Hi Ryan,
The major problem is that any experienced programmer can easily write their own script to scrape a site. So there could be thousands of "bad bots" out there that have not been seen before.
There are a few recurring themes that appear amongst suspicious User Agents that are easy to spot - generally anything that has a name including words like grabber, siphon, leach, downloader, extractor, stripper, sucker or any name with a bad connotation like reaper, vampire, widow etc. Some of these guys just can't help themselves!
The most important thing though is to properly identify the ones that are giving you a problem by checking server logs and tracing where they originate from using Roundtrip DNS and WhoIs Lookups.

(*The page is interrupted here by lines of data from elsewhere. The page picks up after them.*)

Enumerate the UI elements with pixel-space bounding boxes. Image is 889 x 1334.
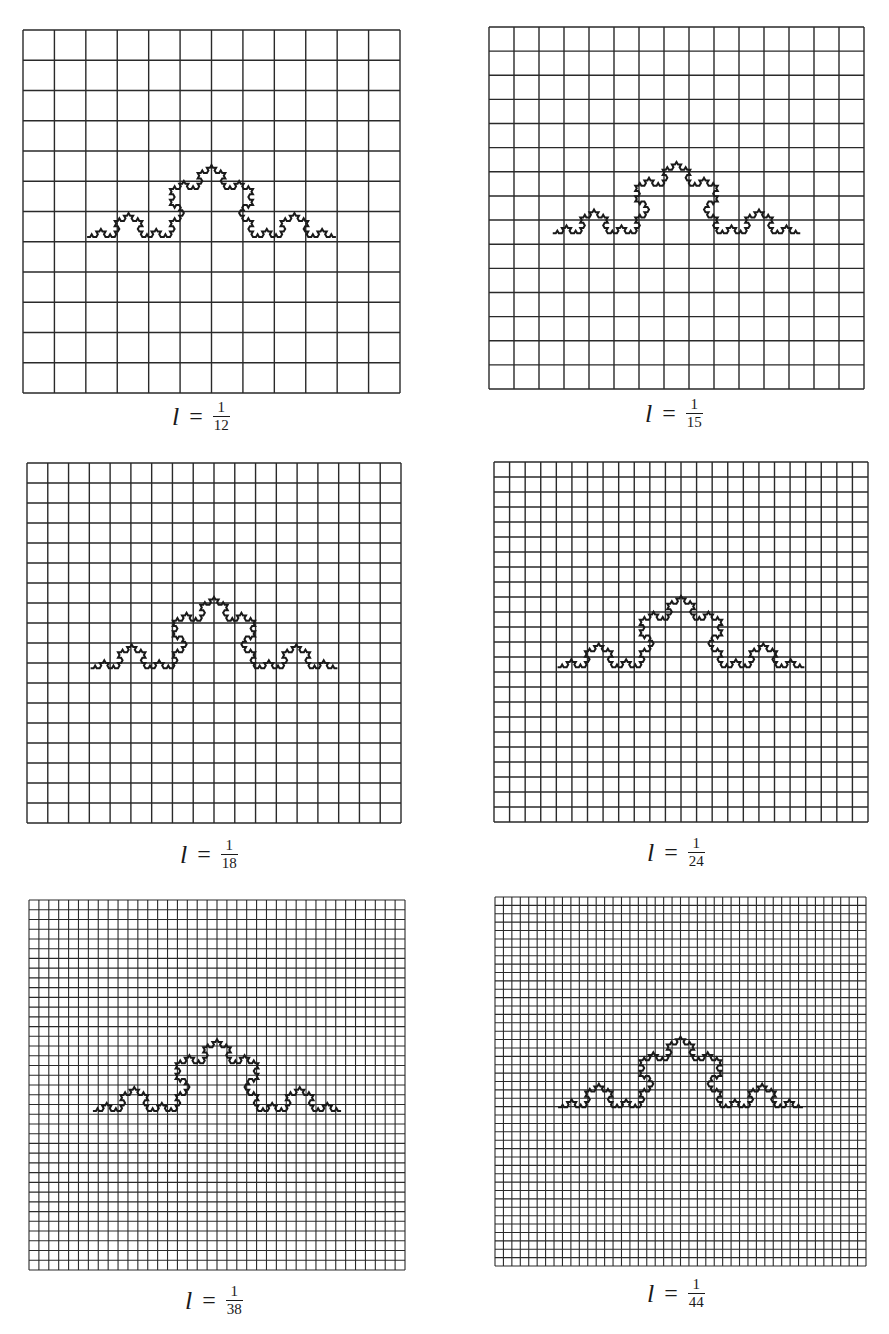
grid-with-koch-curve bbox=[495, 897, 866, 1266]
fraction-denominator: 38 bbox=[226, 1300, 243, 1317]
caption-equals: = bbox=[662, 400, 676, 427]
caption-l-44: l = 1 44 bbox=[647, 1277, 705, 1310]
caption-l-12: l = 1 12 bbox=[172, 400, 230, 433]
caption-l-15: l = 1 15 bbox=[645, 397, 703, 430]
grid-with-koch-curve bbox=[29, 900, 405, 1270]
grid-with-koch-curve bbox=[494, 462, 868, 822]
fraction-denominator: 44 bbox=[688, 1293, 705, 1310]
caption-fraction: 1 38 bbox=[226, 1284, 243, 1317]
fraction-denominator: 12 bbox=[213, 416, 230, 433]
grid-lines bbox=[495, 897, 866, 1266]
caption-l-18: l = 1 18 bbox=[180, 838, 238, 871]
fraction-denominator: 15 bbox=[686, 413, 703, 430]
grid-panel-12 bbox=[23, 30, 400, 393]
caption-equals: = bbox=[664, 839, 678, 866]
caption-variable: l bbox=[645, 399, 652, 429]
fraction-numerator: 1 bbox=[216, 400, 228, 416]
caption-equals: = bbox=[664, 1280, 678, 1307]
grid-panel-24 bbox=[494, 462, 868, 822]
caption-fraction: 1 24 bbox=[688, 836, 705, 869]
fraction-numerator: 1 bbox=[224, 838, 236, 854]
grid-with-koch-curve bbox=[23, 30, 400, 393]
caption-equals: = bbox=[197, 841, 211, 868]
caption-l-24: l = 1 24 bbox=[647, 836, 705, 869]
grid-lines bbox=[29, 900, 405, 1270]
fraction-numerator: 1 bbox=[229, 1284, 241, 1300]
caption-variable: l bbox=[647, 838, 654, 868]
caption-fraction: 1 44 bbox=[688, 1277, 705, 1310]
grid-panel-38 bbox=[29, 900, 405, 1270]
grid-lines bbox=[494, 462, 868, 822]
caption-equals: = bbox=[189, 403, 203, 430]
grid-lines bbox=[489, 27, 864, 389]
caption-fraction: 1 18 bbox=[221, 838, 238, 871]
grid-panel-18 bbox=[27, 463, 401, 823]
fraction-denominator: 24 bbox=[688, 852, 705, 869]
caption-l-38: l = 1 38 bbox=[185, 1284, 243, 1317]
grid-lines bbox=[27, 463, 401, 823]
grid-with-koch-curve bbox=[27, 463, 401, 823]
fraction-numerator: 1 bbox=[689, 397, 701, 413]
caption-equals: = bbox=[202, 1287, 216, 1314]
fraction-numerator: 1 bbox=[691, 836, 703, 852]
fraction-numerator: 1 bbox=[691, 1277, 703, 1293]
caption-variable: l bbox=[185, 1286, 192, 1316]
caption-fraction: 1 12 bbox=[213, 400, 230, 433]
koch-curve bbox=[553, 162, 801, 233]
caption-variable: l bbox=[172, 402, 179, 432]
grid-panel-44 bbox=[495, 897, 866, 1266]
fraction-denominator: 18 bbox=[221, 854, 238, 871]
caption-variable: l bbox=[647, 1279, 654, 1309]
caption-fraction: 1 15 bbox=[686, 397, 703, 430]
caption-variable: l bbox=[180, 840, 187, 870]
grid-lines bbox=[23, 30, 400, 393]
grid-with-koch-curve bbox=[489, 27, 864, 389]
grid-panel-15 bbox=[489, 27, 864, 389]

Matt Cutts wrote a post a long time ago on how to verify googlebot and of course the method applies to other search engines as well. The doublecheck is to then use WhoIs to verify that the IP address you have falls within the IP range assigned to Google (or whichever search engine you are checking).
If you are experienced at reading server logs it becomes fairly easy to spot spikes in hits, bandwidth etc which will alert you to bots. Depending which server stats package you are using, some or all of the bots may already be highlighted for you. Some packages do a much better job than others. Some provide only a limited list.
If you have access to a programmer who is easy to get along with, the best way to get your head around this is to sit down with them for an hour and walk through the process.
Hope that helps,
Sha
PS - I'm starting to think you sleep less than I do!